The CPP is out with its latest numbers, updated through the first quarter of this year…

“The blue bars in the chart above show the amount of money that Canadian citizens have contributed to the Canada Pension Plan,” Zach explains.
But it’s the green bars that matter, he says: “These bars represent the investment income generated by the Canada Pension Plan. That’s $150 billion of wealth as a direct result of shrewd investment decisions.
“Since the Canada Pension Plan was created, this investment income is actually greater than the amount of contributions that Canadian citizens have paid into the program.
“In other words, the Canada Pension Plan is collecting more income from the markets than it is collecting from citizens. I only wish our U.S. Social Security System were half as profitable.”
You could write your congressman a letter complaining about how they’ve raided Social Security’s “trust fund.” But you’d be better off adopting Zach’s strategy of “piggybacking” the CPP. Learn how to get started at this link.
“How much of the post-Brexit U.S. stock market recovery,” a reader writes “is due to a) huge-and-stealthy central bank purchases and b) European investors trying to get their money out of stocks denominated in EU money or British pounds sterling?
“Can stealthy central bank stock purchasing be detected? How far can this go before central banks run out of money? Can central bank stock purchases prevent serious market meltdowns forever?
“Love The 5.”
The 5: We rule nothing out. We’ll probably learn something a few months from now.
Consider the case of Japan, and a Bloomberg story from last April: “While the Bank of Japan’s name is nowhere to be found in regulatory filings on major stock investors, the monetary authority’s exchange-traded fund purchases have made it a top 10 shareholder in about 90% of the Nikkei 225 Stock Average, according to estimates compiled by Bloomberg from public data.”
“I presume the old adage ‘Those who can’t do, teach’ applies to Obama trying to teach kids about entrepreneurship,” a reader circles back to a topic from earlier this week.
“Just wonder if he’s going to teach them about all the licenses they will need to open a lemonade stand and all the tax filings they will be required to make.
“Let me know if he goes to run a public company.

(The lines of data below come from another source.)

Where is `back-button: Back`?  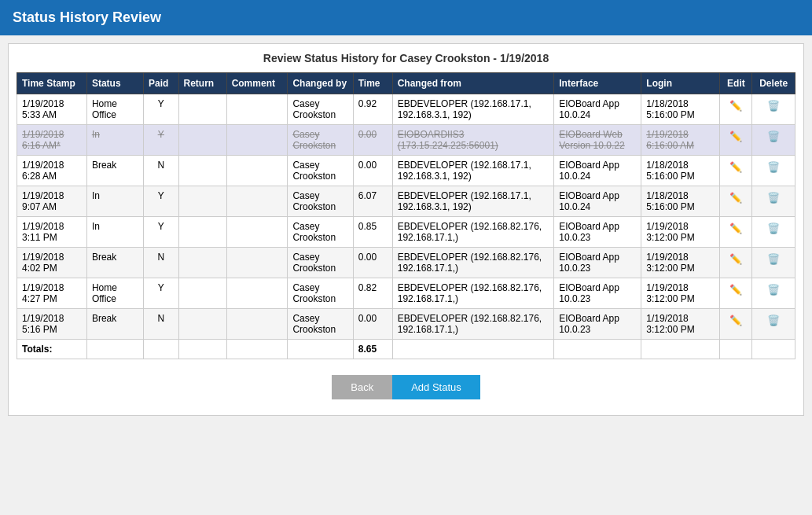 back-button: Back is located at coordinates (362, 387).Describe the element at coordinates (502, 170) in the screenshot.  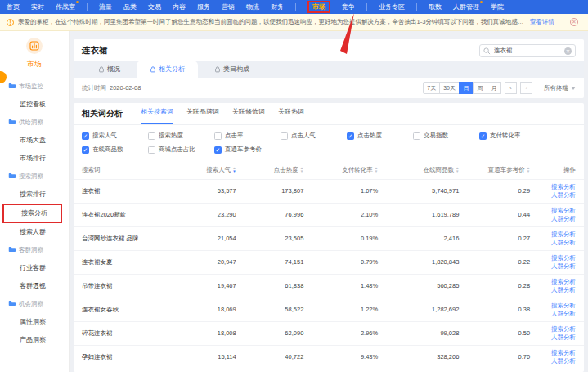
I see `column-header-ztc-price: 直通车参考价▲▼` at that location.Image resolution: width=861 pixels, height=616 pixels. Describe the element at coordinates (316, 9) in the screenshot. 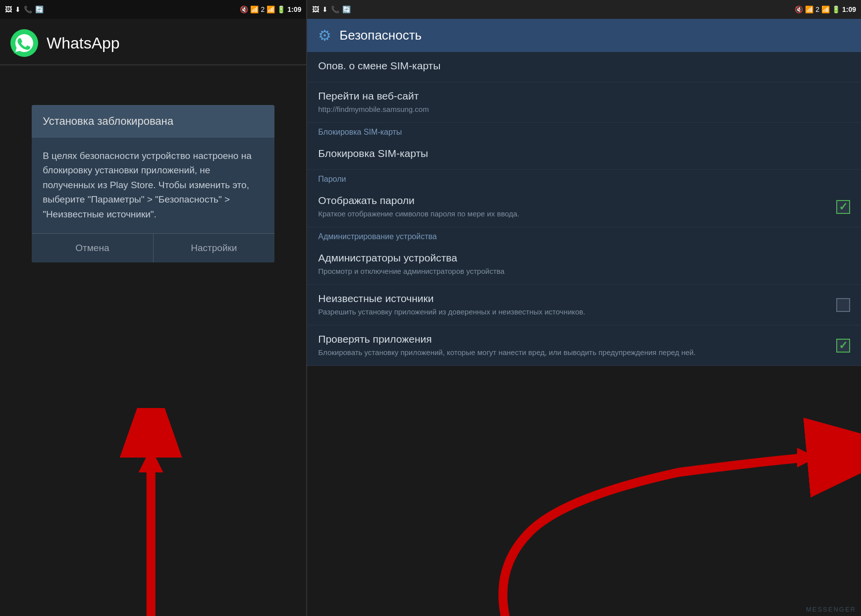

I see `right-image-icon: 🖼` at that location.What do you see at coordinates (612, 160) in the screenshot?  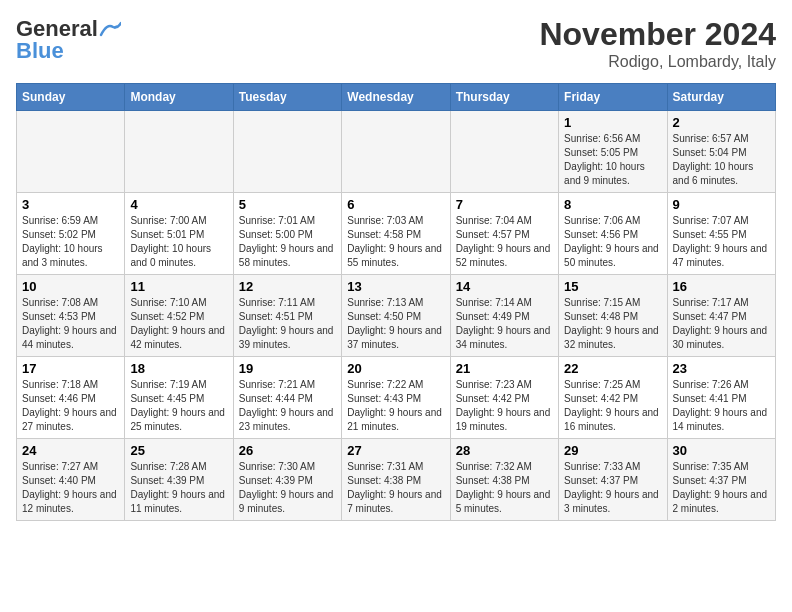 I see `day-info: Sunrise: 6:56 AM Sunset: 5:05 PM Dayligh…` at bounding box center [612, 160]. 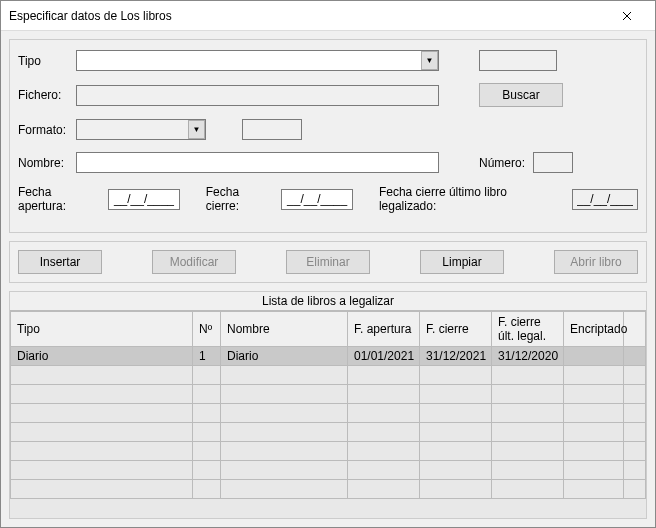 I want to click on col-enc-header: Encriptado, so click(x=594, y=330).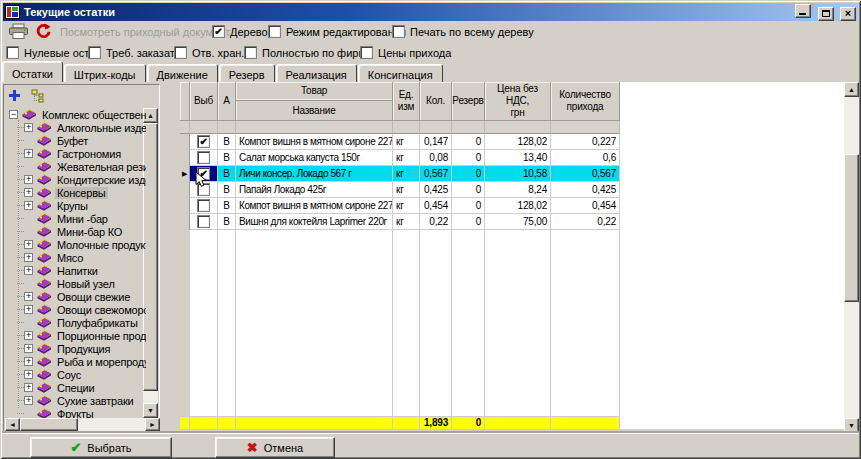  What do you see at coordinates (76, 270) in the screenshot?
I see `tree-item: +Напитки` at bounding box center [76, 270].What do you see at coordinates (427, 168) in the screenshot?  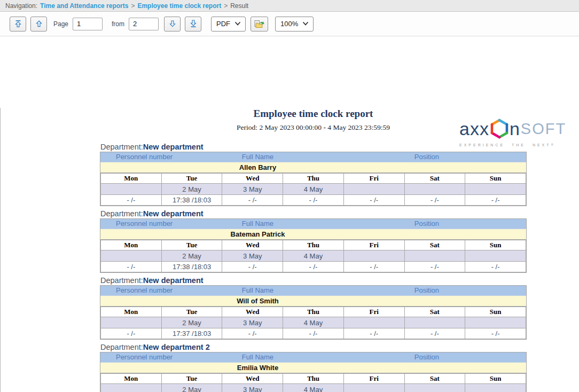 I see `position-cell` at bounding box center [427, 168].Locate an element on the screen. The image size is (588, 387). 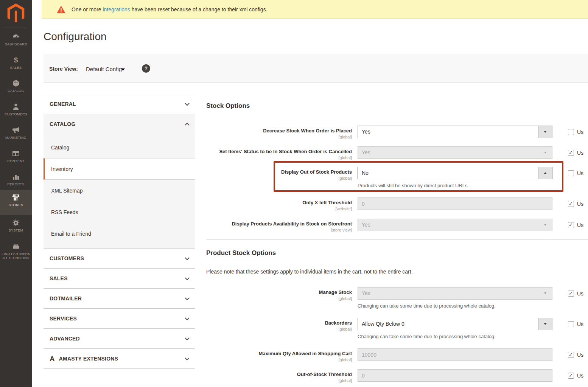
decrease-stock-select: Yes is located at coordinates (455, 132).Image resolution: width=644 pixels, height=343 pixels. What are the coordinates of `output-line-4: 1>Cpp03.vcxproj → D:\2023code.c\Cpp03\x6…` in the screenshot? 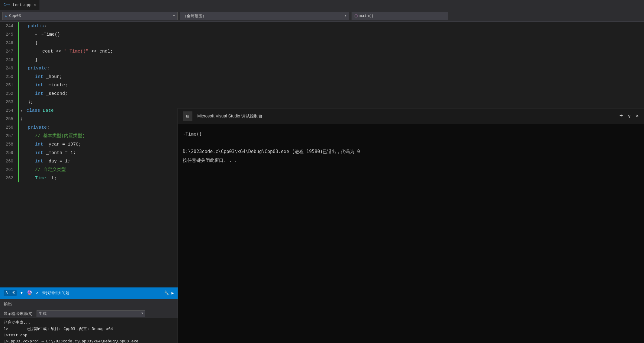 It's located at (89, 341).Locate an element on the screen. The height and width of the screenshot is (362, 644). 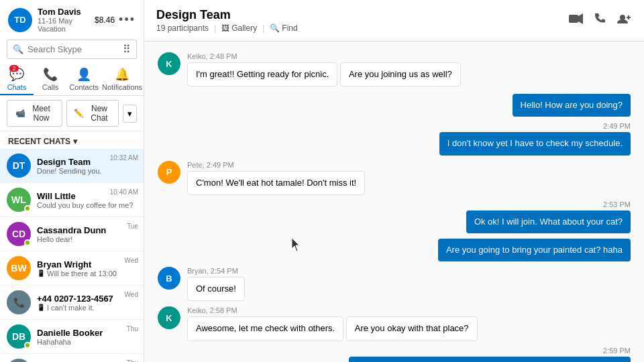
chat-item-phone1: 📞 +44 0207-123-4567 📱 I can't make it. W… is located at coordinates (72, 303).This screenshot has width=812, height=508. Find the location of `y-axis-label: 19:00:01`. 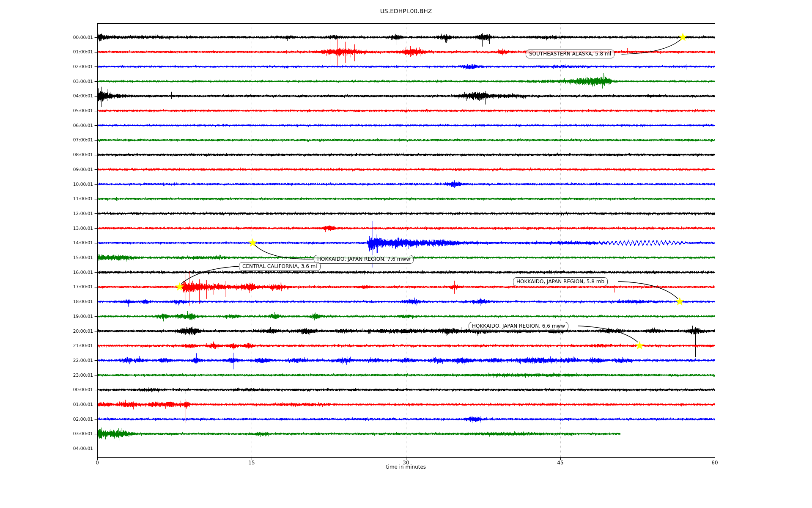

y-axis-label: 19:00:01 is located at coordinates (47, 317).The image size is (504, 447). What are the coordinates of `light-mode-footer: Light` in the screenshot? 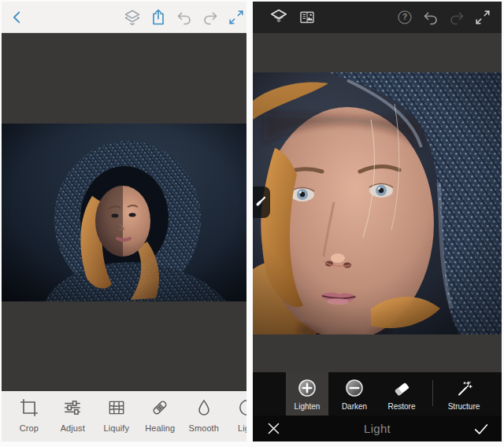 It's located at (377, 428).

I am sure there will be a slew of creative put plays on that stock run by the neophyte in all things business.”
The 5: A more likely scenario is that he joins a company or three as a “special adviser” and the access to special favors that come with such a deal will send the stocks soaring.
“Thanks for being too simplistic and making too much sense,” writes our final correspondent, reacting to the nonspecific feedback we got yesterday.
“I find myself understanding almost 98% of what you say and agreeing with at least 90% of it.
“Oh… woe is me!”
The 5: We blanch at those percentages a little — that’s a heavy responsibility you’re putting on us!
Safe travels (if you’re traveling this weekend),
Dave Gonigam
The 5 Min. Forecast
P.S. We’re back tomorrow with our weekly wrap-up, 5 Things You Need to Know. U.S. markets are closed Monday for Independence Day. The weekday edition of The 5 returns on Tuesday.

Dave Gonigam

Dave Gonigam

Dave Gonigam has been managing editor of The 5 Min. Forecast since September 2010. Before joining the research and writing team at Agora Financial in 2007, he worked for 20 years as an Emmy award-winning television news producer.